Flow (Max Flow, Min Cost Flow, Matchings)
Data structures (Disjoint Sets, SegTrees, FenwickTrees, Link-Cut trees)
String Algorithms (KMP, Z-algorithm, Karp-Rabin, Suffix Arrays)
Number Theory (GCD, Factoring, Primality Testing, Arithmetic mod p)
Geometric Algorithms (Geometric primitives, Sweep Line, Canonical Form)
FFT (over Complex Numbers, over Finite Fields)
Linear Algebra (Linear Programming, Gaussian Elimination)
Greedy Algorithms

Grading

This course is 5 units. Each week you will be given several problems to try to solve during class. You will be allowed (for half credit) to solve these problems during the week after the contest ends. You can also get credit for solving problems during rated contests on Codeforces. (This site run rated contests approximately every two weeks.)

Let me be more specific. Each problem that we give has some number of points between 0.5 and 3. Let X be the total number of points of the problems you solve in class. Let X' be the total number points of the problems you solve in the week after class. Let Y be the number of Codeforces problems you solve. (Y only counts problems B, C, etc. (NOT A, they're too easy) solved during rated contests. Virtual contests are not rated.) Your score in the course is X + X'/2 + Y.

Here is how your grade is determined:

score ≥ 25: A
score ≥ 15: B
score ≥ 10: C
score ≥   5: D

Rules

You can make use of generic on-line resources while solving problems. These include things like language documentation, API documentation, algorithm descriptions, terminology, etc. You should not search for or make use of code written by others to solve the specific assigned problem.

If you're stuck on a problem, you are welcome to discuss it with another student in the class, or the course staff. Keep the level down so as not to disturb those around you.

Logistics

Resources

A great way to get started and to improve is via the USACO training site. They've developed a series of lessons along with corresponding problems. It will take you from a beginner to a strong contest programmer.

There are a number of excellent tutorials on the algorithms and techniques needed to solve these kinds of contest programs on Topcoder's Data Science Tutorials web site.

You can also do old problems on codeforces. Just go to codeforces.com/contests and click "enter" on any of the contests. You can then try solving problems. You can also go to the scoreboard of the contest and click on other people's solutions to see their code.
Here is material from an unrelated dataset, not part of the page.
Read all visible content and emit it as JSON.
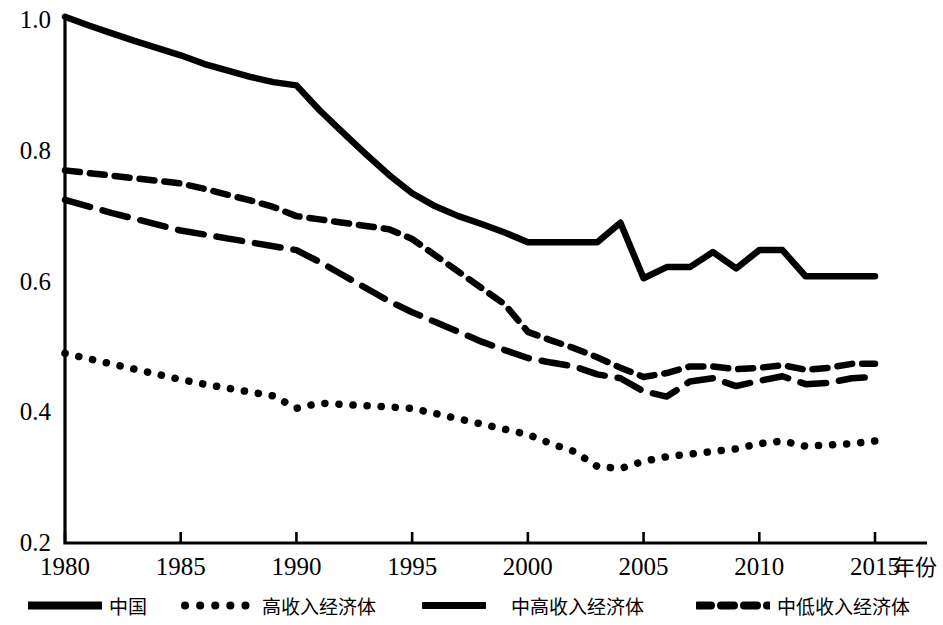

This is a great way to learn.

Feel free to contact (email or stop by) the instructor or the TA any time to discuss problems, including during class.

Here are a few tutorials about important algorithms:

A segment tree implementation and tutorial.
Lecture Notes about min cost flow, along with an implementaiton.
Union-Find Lecture Notes.
Range Trees (AKA Fenwick Trees)
Link-Cut Trees (See detailed comments in this codeforces submission.)